The synergies between music of the Latin and North American diaspora have been fertile ground for inventive musicians ever since Dizzy Gillespie’s explosive 1947 concert at Carnegie Hall, when the great bebop trumpeter introduced Cuban conga player Chano Pozo with their newborn anthem, “Manteca.” Whether coming out of a jazz lineage or an Afro-Cuban heritage  —  or combining both  —  players bring their unique tastes and gifts to the boundary-crossing endeavor.

This evening’s infectious musical brew was often a mix rather than a blend. Altering a composition’s rhythmic backbone with a few keystrokes, Villafranca would trigger the ensemble’s shift from straight-ahead jazz into an Afro-Cuban groove.

Yet in some selections, the sextet never strayed from a clave rhythmic core. In one composition, Bunnett’s whistling, percuassive flute joined Villafranca’s nimble piano playing to evoke a charanga orchestra, stirring several audience members into the aisles of the small church for an impromptu dance party.

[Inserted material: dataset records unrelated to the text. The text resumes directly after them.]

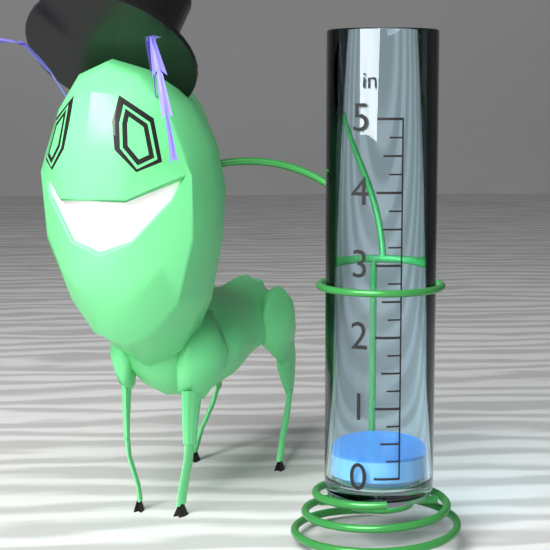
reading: 0.25 in
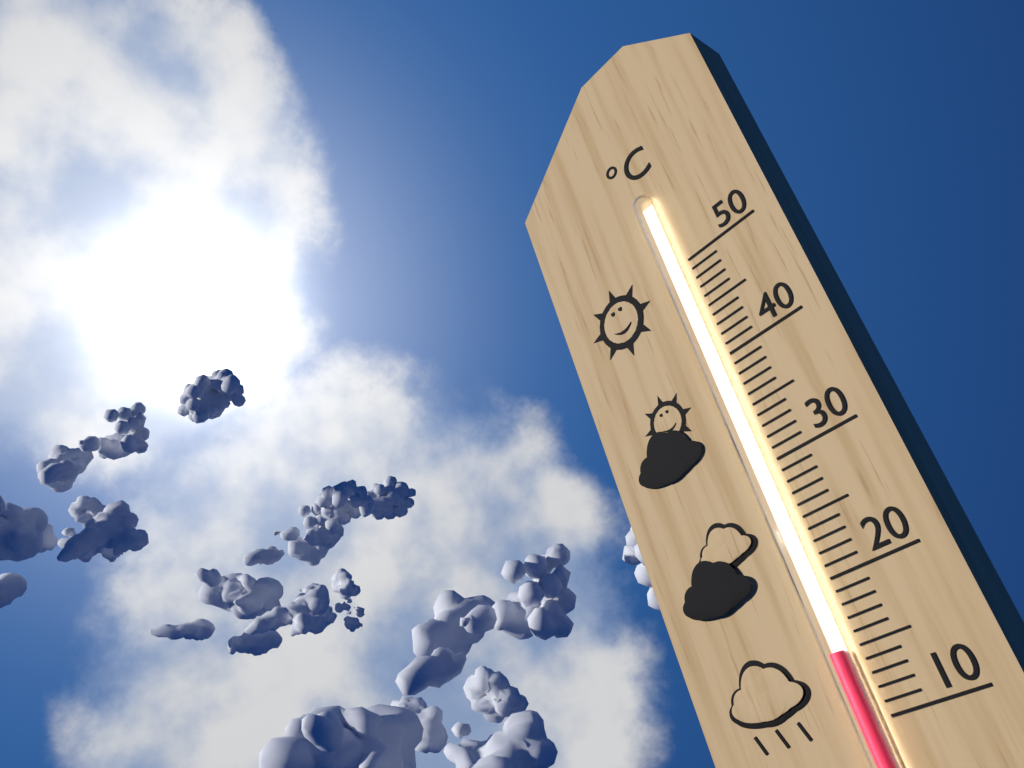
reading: 15 °C
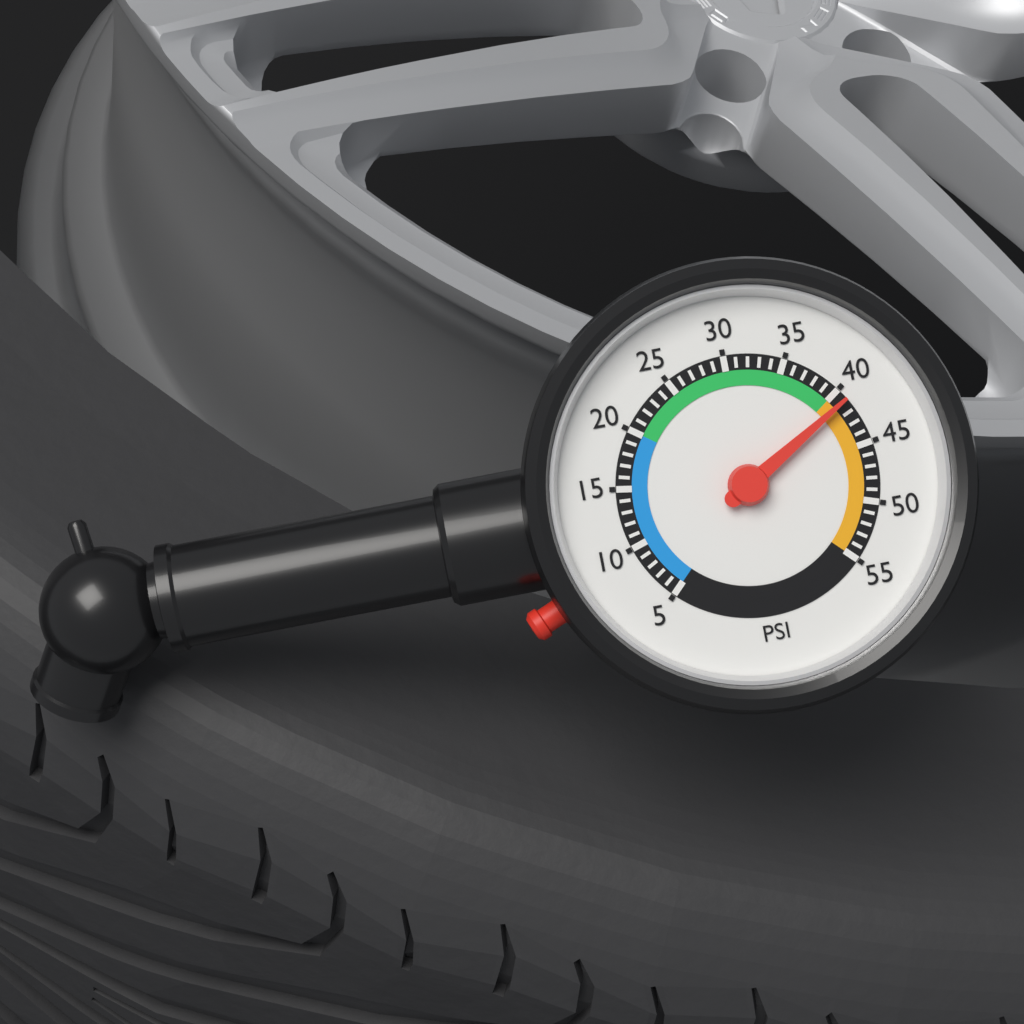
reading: 41 psi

Among the ensemble’s high points was their rendering of “Lágrimas Negras,” a classic by iconic Cuban composer Miguel Matamoros. Backed by Villafranca’s spare vamping, Bunnett explored its sinuous melody on her sax, her cool metallic tone complemented by the piano’s warm timbre. As Bunnett and Villafranca began trading parts, one spinning notes as the other kept the beat, their disparate threads intertwined into a tender improvisation that both embodied and transcended musical traditions.